Other
Firefox 3.0.7 (adblock + keyscrambler + WOT) - daily surfing.
IE 7 (WOT + keyscrambler) - banking and shopping only.
CCleaner using - before when i close my computer.
Yes IMHO - It should be capable of blocking unauthorised outbound Internet Connections. - What most hardware routers don’t do is provide any outbound protection, so unless it specifically states it does, then you need a third party software firewall.
Whilst the windows XP firewall is usually good at keeping your ports stealthed (if you have it enabled as your hardware router should cover what it does) it provides no outbound protection and you should consider a third party firewall.
Any malware that manages to get past your defences will have free reign to connect to the internet to either download more of the same, pass your personal data (sensitive or otherwise, user names, passwords, keylogger retrieved data, etc.) or open a backdoor to your computer, so outbound protection is essential.

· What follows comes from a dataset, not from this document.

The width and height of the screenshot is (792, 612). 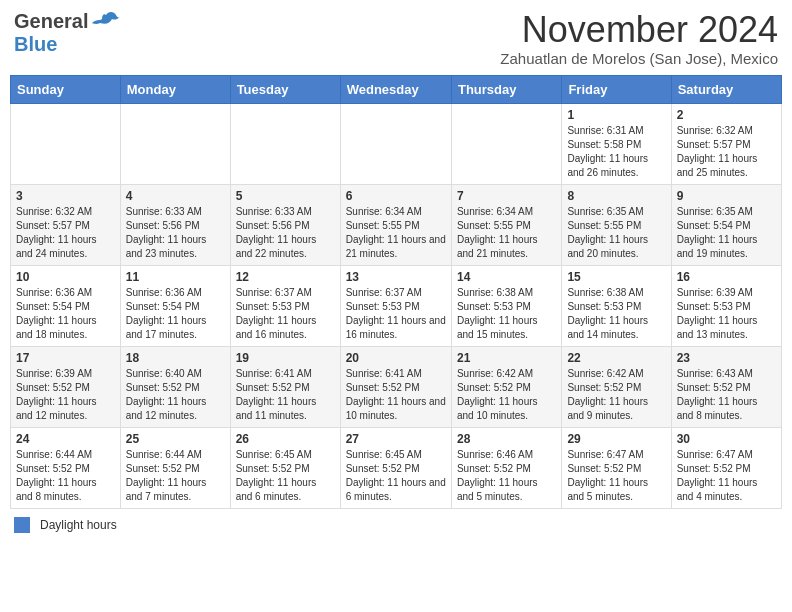 What do you see at coordinates (67, 33) in the screenshot?
I see `logo: General Blue` at bounding box center [67, 33].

Are not that dangerous nowadays… spambots are filtered as spam, trojans must be detected before by avast (some of them uses authorized process to pass through the firewall). I’m pretty confident with inbound protection although, I’ll be an avast suite user for sure.
But it isn’t inbound protection we are concerned with but outbound protection.

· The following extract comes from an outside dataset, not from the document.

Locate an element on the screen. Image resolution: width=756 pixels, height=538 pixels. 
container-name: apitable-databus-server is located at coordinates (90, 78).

Any malware that manages to get past your defences (zero day malware, undetected, etc.) will have free reign to connect to the internet to either download more of the same, pass your personal data (sensitive or otherwise, user names, passwords, keylogger retrieved data, etc.) or open a backdoor to your computer, so outbound protection is essential.
Not everything that wants outbound connections came in through the internet, you only have to have a look at all the USB Flash infections, etc. reported in the forums to see that.